From the first line of the data through the line containing "Image resolution: width=840", return each line exactly.

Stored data
★ ★ ★ ★

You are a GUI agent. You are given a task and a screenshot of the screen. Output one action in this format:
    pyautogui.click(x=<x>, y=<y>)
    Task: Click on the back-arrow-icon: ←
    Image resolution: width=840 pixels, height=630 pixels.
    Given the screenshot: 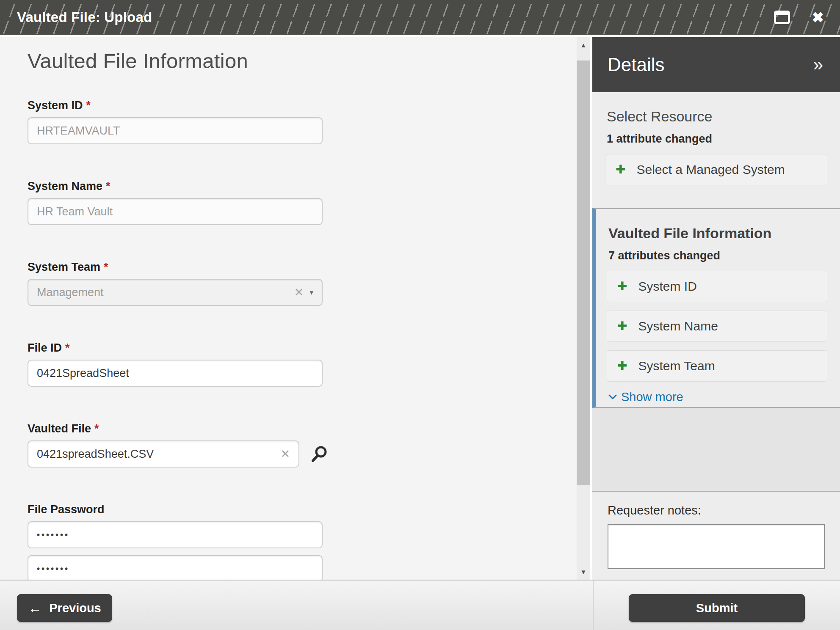 What is the action you would take?
    pyautogui.click(x=35, y=608)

★ ★ ★ ★

» REPLY
You are a GUI agent. You are given a task and a screenshot of the screen. Output one action in this format:
    pyautogui.click(x=<x>, y=<y>)
    Task: Click on the back-arrow-icon: ←
    Image resolution: width=840 pixels, height=630 pixels.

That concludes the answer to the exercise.